Abul Khaizuran approaches Marwan on the street and offers to smuggle him to Kuwait. He meets with Marwan and Assad and introduces them to Abu Qais. He agrees to smuggle the men for ten dinars each. Abul Khaizuran is an excellent lorry drive who works for Haj Rida. He intends to hide the men in the water tank on the lorry. He eventually persuades the men to agree with his plan. Before reaching the customs station at Safwan, Abul Khaizuran hides the men in the water tank. He hurries through the customs station and releases the men from their temporary prison. During the drive, he remembers and mourns losing his manhood in the war. urn:oclc:254974316 Republisher_date 20150731040621 Republisher_operator [email protected] Scandate 20150729030244 Scanner scribe7.shenzhen.archive.org Scanningcenter shenzhen Worldcat (source edition) Shafiqa invites the mother to come and live with them but she refuses. Marwan recalls visiting his father and his new wife:urn:lcp:meninsun00ghas:epub:ce9b3129-502e-4766-85a0-8fa43eabe8f8 Extramarc University of Illinois Urbana-Champaign (PZ) Foldoutcount 0 Identifier meninsun00ghas Identifier-ark ark:/13960/t7dr6f719 Invoice 1213 Isbn 089410392X Abdallah is the name that Jadaan calls all of the civil engineers but specifically the narrator. He is from a different class from the guards. Abdallah hears Mubarak's story about Jadaan and the red-haired woman. He then ignores Mubarak's request to file a complaint against Jadaan.
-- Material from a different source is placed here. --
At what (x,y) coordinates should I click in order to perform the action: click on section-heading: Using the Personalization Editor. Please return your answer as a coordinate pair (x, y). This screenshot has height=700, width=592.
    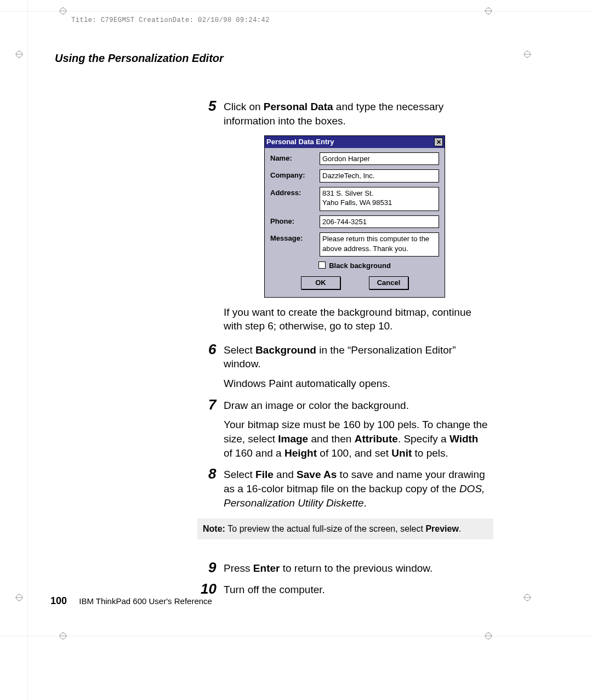
    Looking at the image, I should click on (139, 58).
Abdallah approaches Jadaad about gazelle hunting and hears the story of Nar. Jadaanappears in The Falcon Assad, on the other hand, represents the middle generation of Palestinians who are enthusiastic and politically engaged, yet naive and ineffective at bringing about change. Assad fl ed the refugee camps because the police are looking to arrest him for his political activities. As he negotiates with the smuggler in the second chapter, Assad remembers how he was cheated during his first attempt at crossing into Kuwait. He also recounts how his uncle gave him the money to pay the smuggler, but only so he can return to the refugee camps rich and marry his cousin.